Should Liverpool win at Old Trafford to equal City’s Premier League record of 18 successive victories there will be a gap of at least eight points at the top of the table with a quarter of the season completed. Not only would this have been hard to predict last season, when only a point separated the top two teams after 38 games, but it is a new departure for the rest of Europe to take in.

In this country we are accustomed to looking a little sneeringly at some of the lop-sided leagues around Europe, with their regular winners and big gaps between title hopefuls and the rest, yet this season England is an exception to its own rule. Look around the rest of the bigger European leagues and the widest margin separating first and second to be found anywhere is a mere two points. Just one win potentially allows Barcelona to overtake Real Madrid in Spain, and the same is true for Nantes behind Paris Saint-Germain in France, Sivasspor behind Alanyaspor in Turkey and even Celtic behind Rangers in Scotland. In Germany, Italy and Portugal only a single point splits first and second, while in the Eredivisie at the moment Ajax and Eindhoven are level on points.

Pep Guardiola has been forced to use Fernandinho at centre-half.



Pep Guardiola has been forced to use Fernandinho at centre-half. Photograph: Robbie Stephenson/JMP/Rex/Shutterstock

An eight-point gap in mid-October is right out on its own, and while the season is still young enough for Borussia Mönchengladbach to lead in Germany and the even more obscure Famalicão to head the table in Portugal, should Liverpool manage to beat United it would be their third top-six scalp in nine matches after already accounting for Chelsea and Arsenal. That is last season’s top six, obviously, though as Leicester City are top four at the minute they should probably count too. So it is not the case that Liverpool have not yet played anyone, and while we should perhaps wait until the next two obstacles in United and Tottenham Hotspur have been cleared, the initial theory that the title will be decided by games between Liverpool and City – their first league meeting of the season is on 10 November at Anfield – is weakening by the day.
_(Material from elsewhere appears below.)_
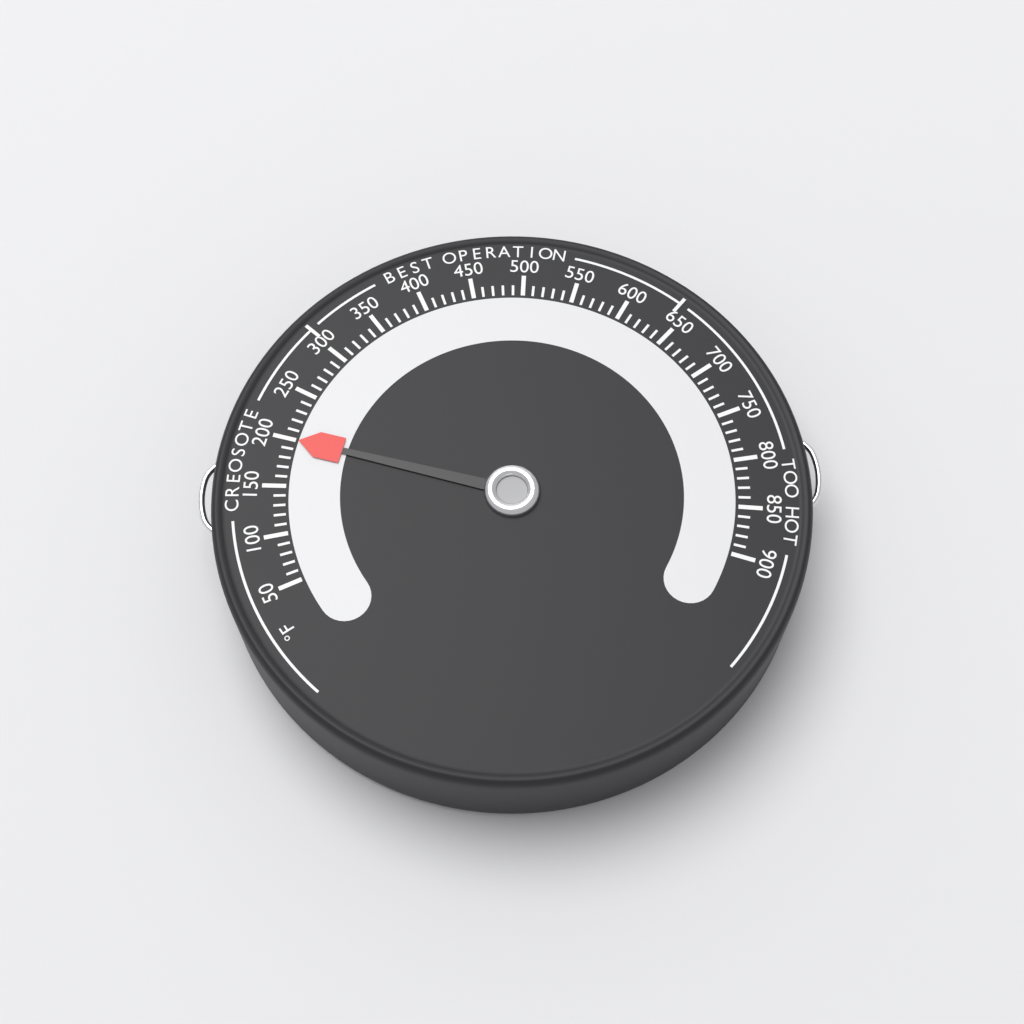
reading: 200 °F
Should City’s woes continue, or put another way should Guardiola persist in playing a high defensive line with Nicolás Otamendi at the heart of it, another pre-season theory will soon bite the dust. It may turn out that the top two are not engaged in a private duel with the rest of the league as spectators after all. City are only a point ahead of the chasing pack, and should a few more opponents come up with the equivalent of Adama Traoré in the coming weeks the two-horse title race everyone predicted may not materialise.

It is a safe bet that City will improve significantly when Kevin de Bruyne returns, though with Europe in mind the player Guardiola currently needs as soon as possible is Aymeric Laporte. While City were unlucky with injuries to the French defender and John Stones coming so soon after Vincent Kompany’s release, a situation where Fernandinho is the most reliable centre-back is unsustainable. Guardiola may have to buy in January even if Laporte recovers on schedule in the new year, because it would be a lot to ask of a player returning from a cruciate injury to both slot in seamlessly and restore authority.

Liverpool and City’s continental rivals look on with interest, even if we are still only in October. There has been a progression at the Etihad in the last four years, City have steadily improved with each campaign to the extent where they saw off a challenge from Liverpool last season that would have overwhelmed anyone else. That process has now been interrupted, if not yet halted, and if Liverpool are to be beneficiaries they must adapt to the subtly different pressure of holding their nerve while out in front. In his time in England Klopp has seen Leicester, Chelsea and City do exactly that. He has waited patiently for his own chance, and a perfect start has brought it about. Liverpool have stepped out of City’s shadow, and the story of the rest of the domestic season will be how well they cope with the relentless expectation.